Maybe not yet, but it’s interesting to see that Erlang gets mentioned in the Scaling Twitter presentation. Apparently Twitter used the ejabberd Jabber/XMPP server as their instant messaging platform. They also mention RabbitMQ, an Enterprise-class messaging system built in Erlang, as a possible high performance platform for their message passing infrastructure.
Recently Erlang is gaining a lot of popularity, probably due to the publishing of the Programming Erlang book from the Pragmatic Programmer. In this article about the Erlang future, Joe Armstrong explaing why Erlang Concurrency Oriented Programming will be much more important from now on, since we’re moving to a multi core processing era!
Nobody can predict the future, but I’m going to make a few informed guesses.
Let’s suppose Intel is right: let’s suppose that the Keifer project succeeds. If this happens, then 32 core processors will appear on the market as soon as 2009/2010.
This comes as no surprise; Sun already ships the Niagara with 8 cores running 4 hyperthreads per core (which is equivalent to 32 cores).
This is a development that makes Erlang programmers very happy. They have been waiting 20 years for this to happen, and now it’s payback time.
Here’s the good news for Erlang programmers:
Your Erlang program should just run N times faster on an N core processor
SlideAware has created a slick web-based solution for managing the life cycle of Powerpoint presentations. They started using Python, then they switched to Rails, and finally settled on pure Erlang. Using Erlang, they replaced a combination of Lighttpd + RoR + SQLlite + XMLRpc + Jython + Lucene with the much simpler and highly scalable stack of Yaws + Mnesia + Erlang.
They wrote an interesting article describing their technology choices. Check it out at this article on SlideAware’s blog.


- **Exercise brief**
The records below must be returned exactly, with every picture left out.

··· Data shown ···

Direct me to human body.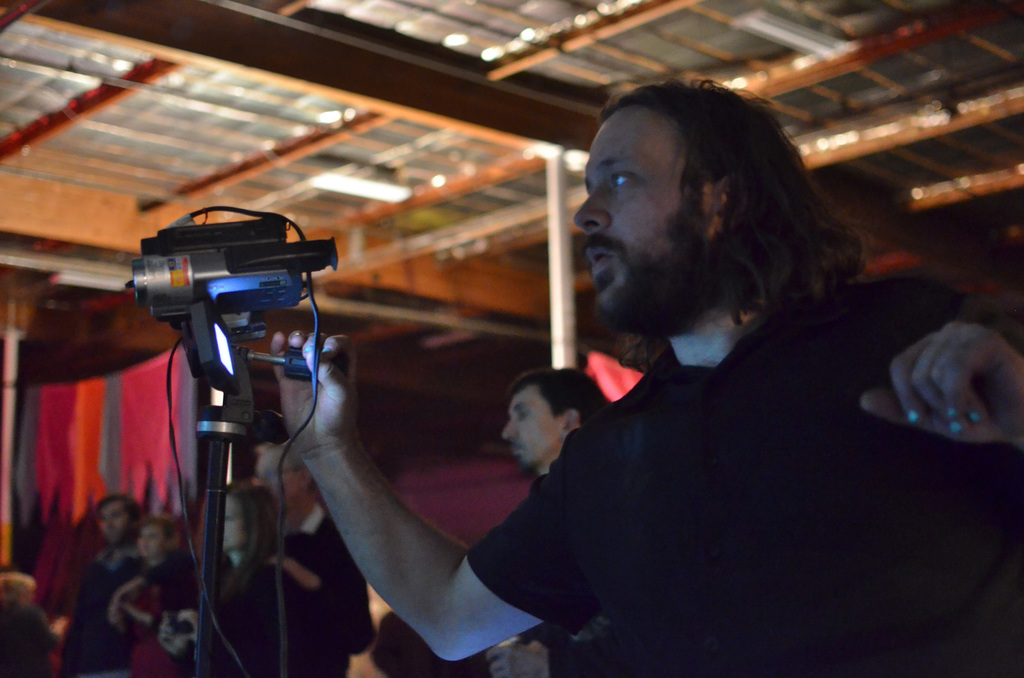
Direction: {"left": 266, "top": 106, "right": 897, "bottom": 670}.
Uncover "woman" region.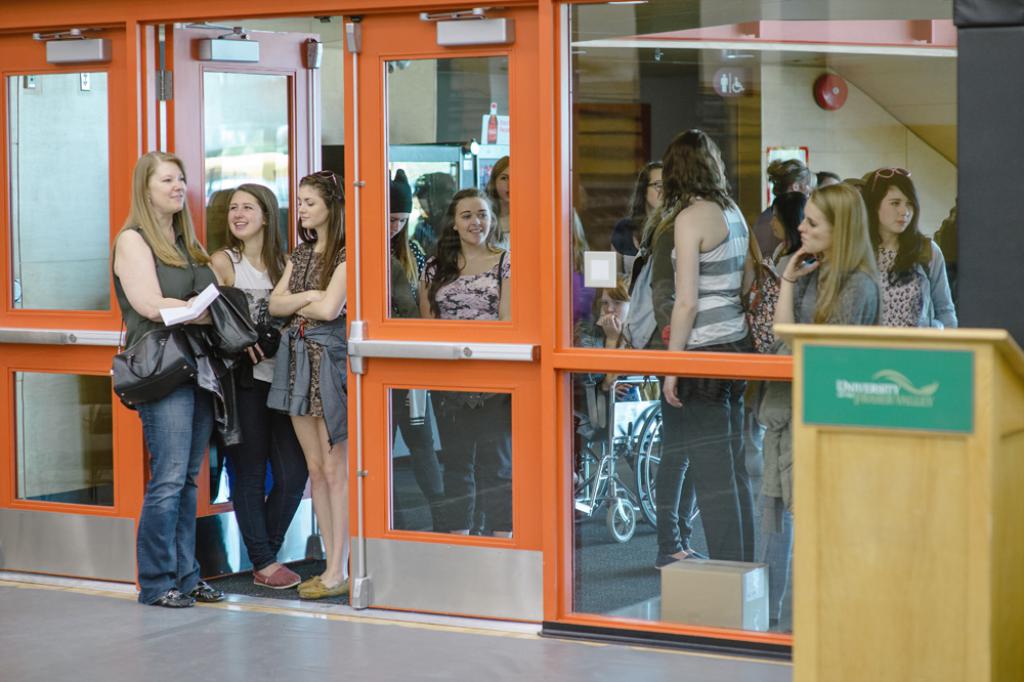
Uncovered: 753/190/814/357.
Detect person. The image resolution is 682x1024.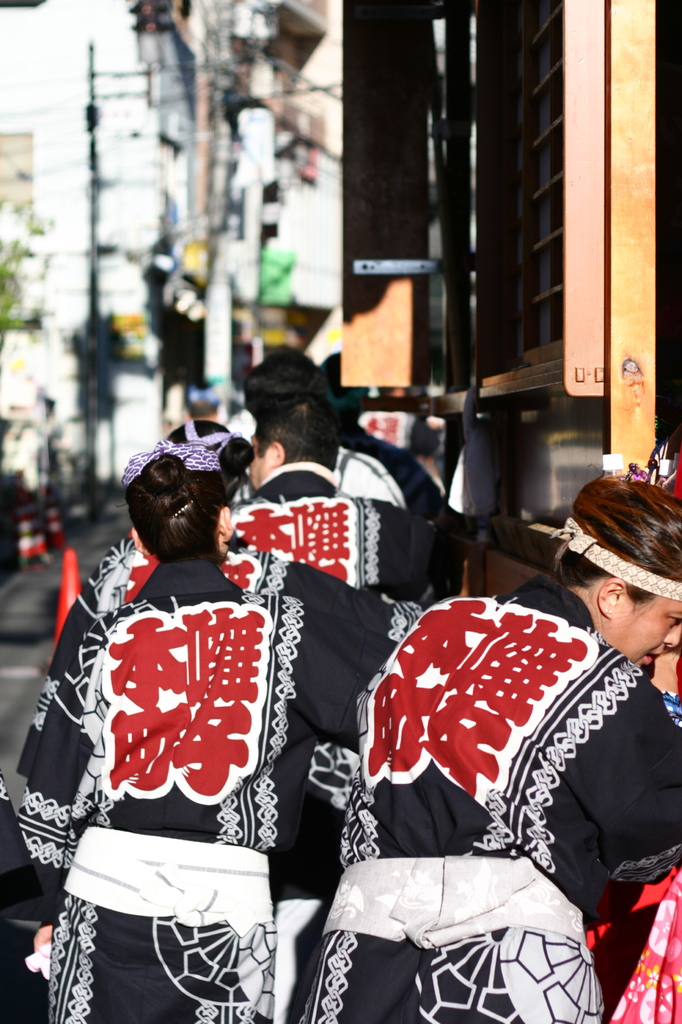
<box>308,479,681,1023</box>.
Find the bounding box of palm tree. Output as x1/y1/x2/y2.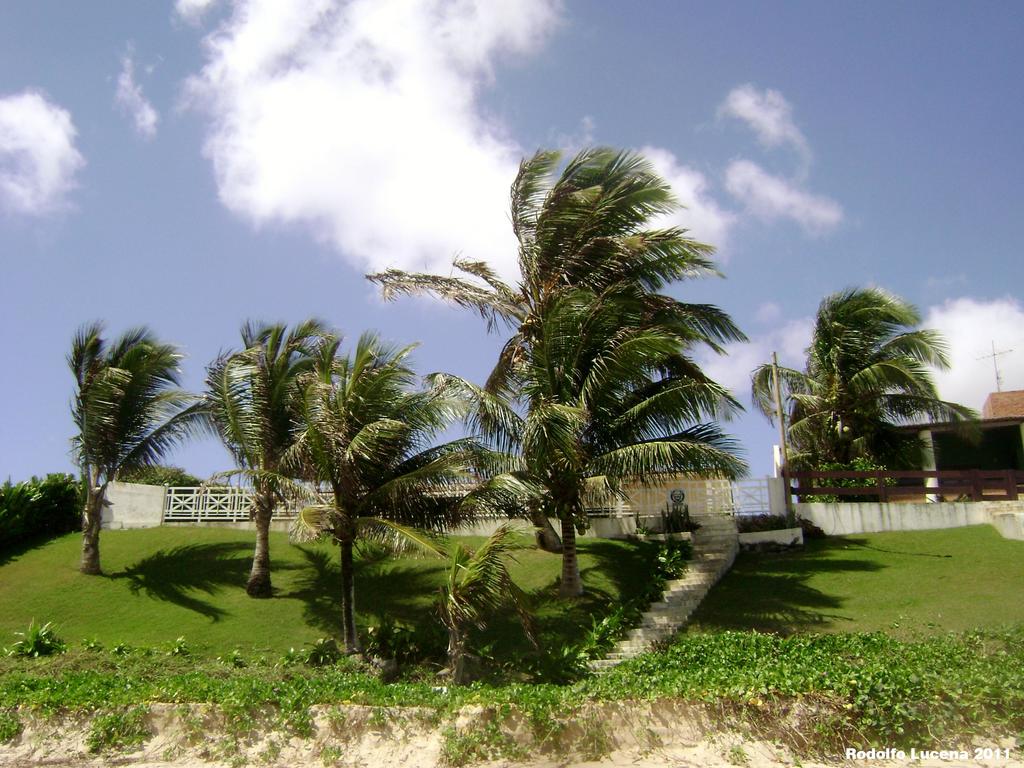
228/311/315/623.
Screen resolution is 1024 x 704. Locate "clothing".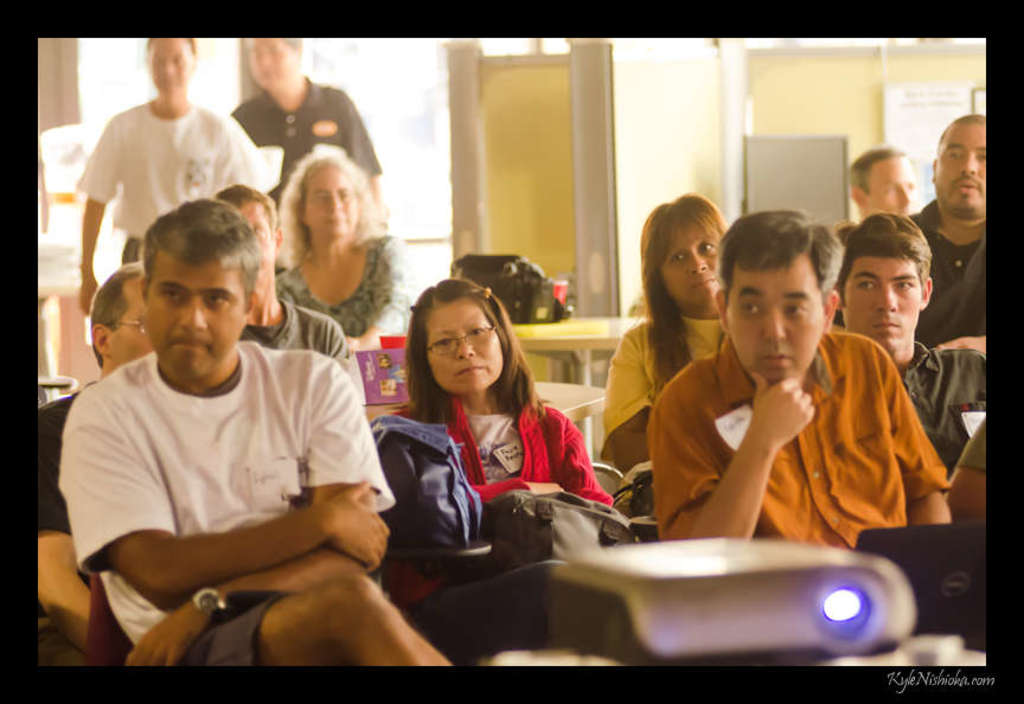
left=45, top=354, right=392, bottom=668.
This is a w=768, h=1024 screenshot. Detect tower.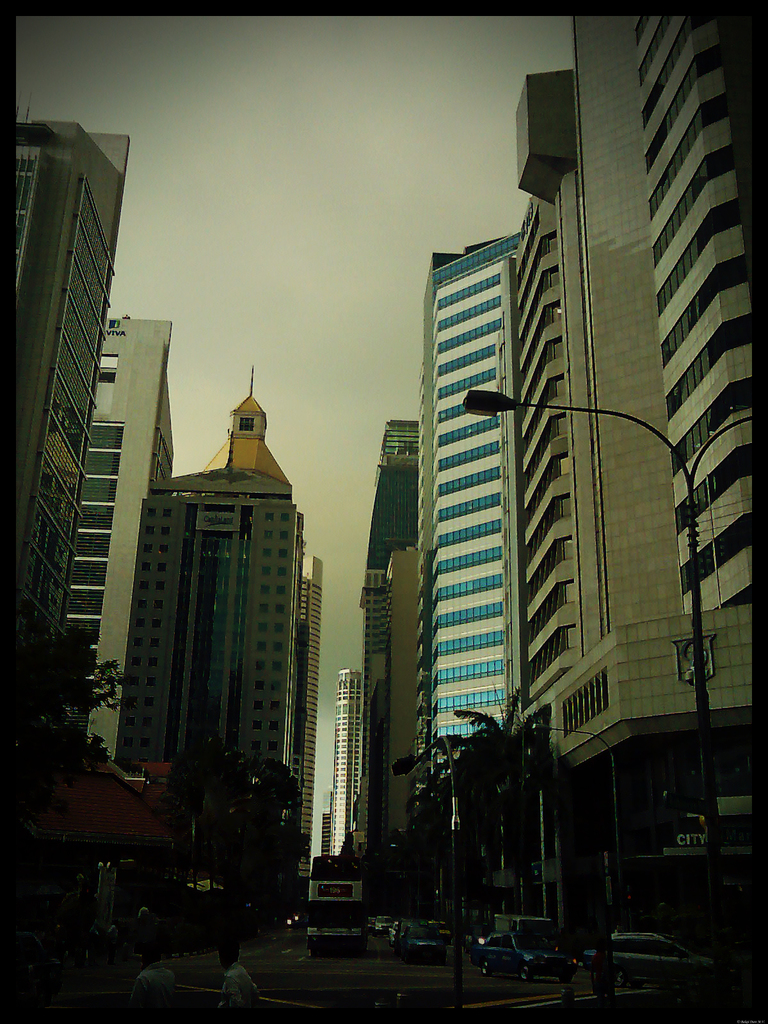
99 353 325 838.
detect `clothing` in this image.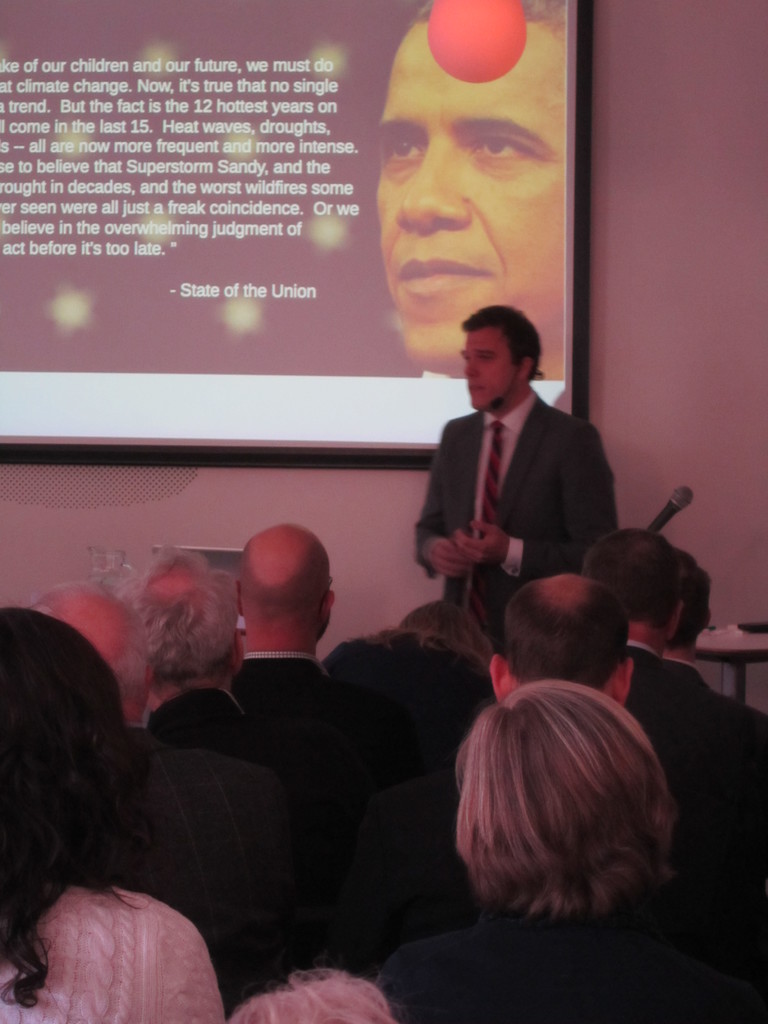
Detection: bbox=[378, 910, 767, 1023].
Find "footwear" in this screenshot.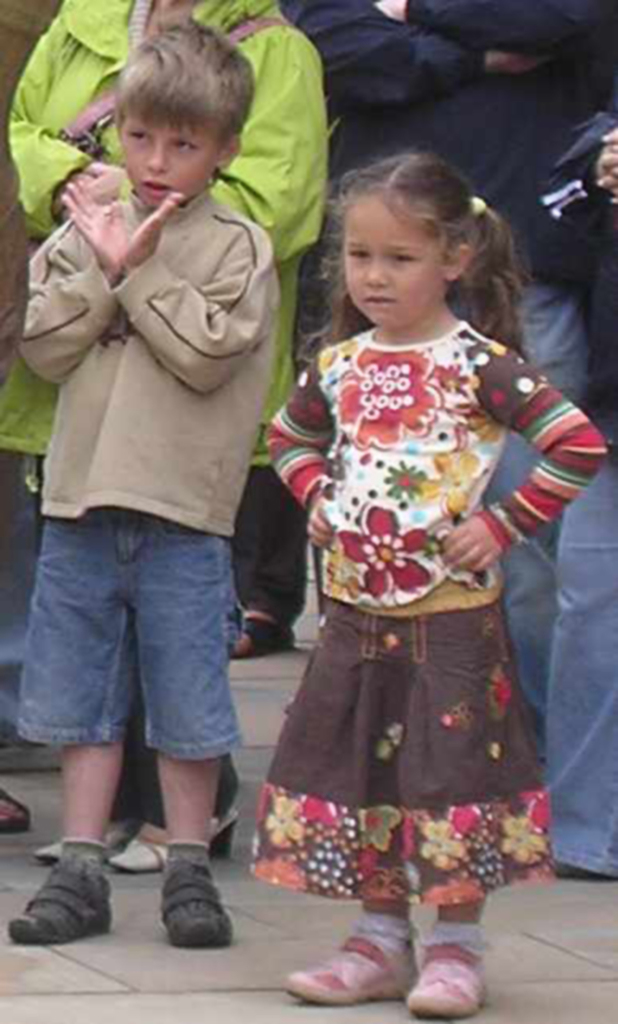
The bounding box for "footwear" is <box>6,858,113,948</box>.
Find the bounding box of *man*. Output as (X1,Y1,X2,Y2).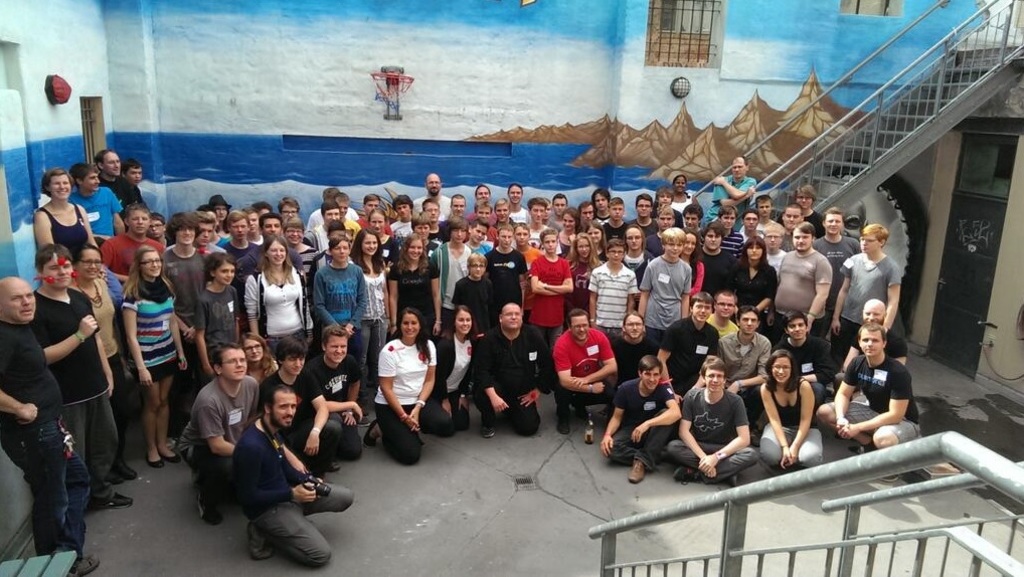
(658,285,721,400).
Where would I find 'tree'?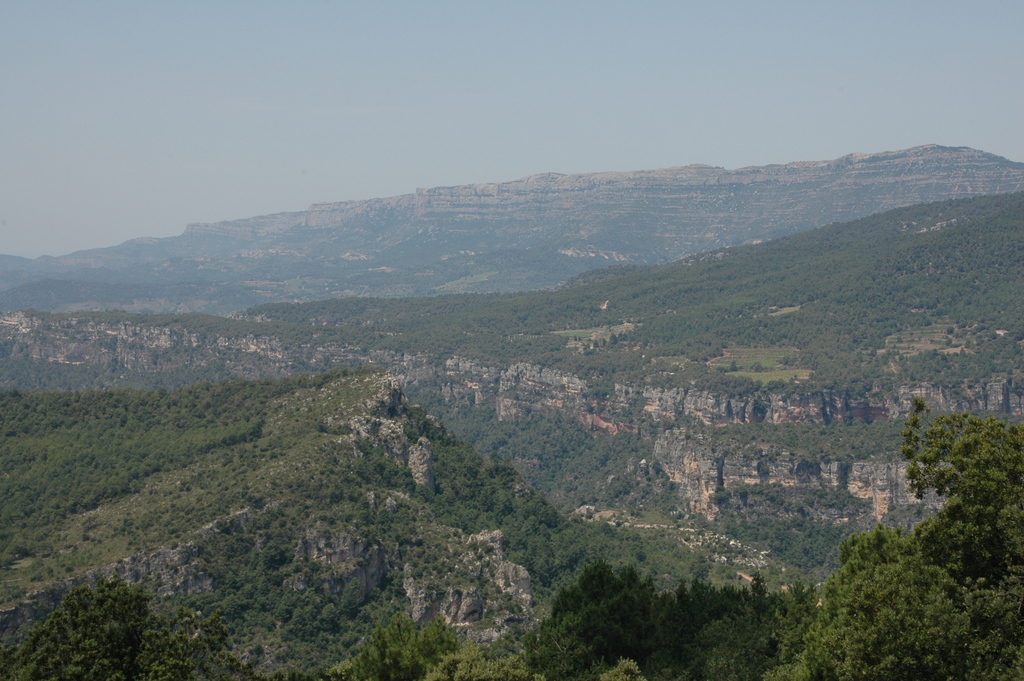
At <box>900,374,1004,586</box>.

···

- **Result**
Direct me to human body.
Direction: {"left": 266, "top": 106, "right": 897, "bottom": 670}.
Uncover "woman" region.
Uncovered: 753/190/814/357.
Detect person. The image resolution is 682x1024.
<box>308,479,681,1023</box>.
Find the bounding box of palm tree. Output as x1/y1/x2/y2.
228/311/315/623.
Screen resolution is 1024 x 704. Locate "clothing".
left=45, top=354, right=392, bottom=668.
This is a w=768, h=1024 screenshot. Detect tower.
99 353 325 838.
detect `clothing` in this image.
Detection: bbox=[378, 910, 767, 1023].
Find "footwear" in this screenshot.
The bounding box for "footwear" is <box>6,858,113,948</box>.
Find the bounding box of *man*. Output as (X1,Y1,X2,Y2).
(658,285,721,400).
Where would I find 'tree'?
At <box>900,374,1004,586</box>.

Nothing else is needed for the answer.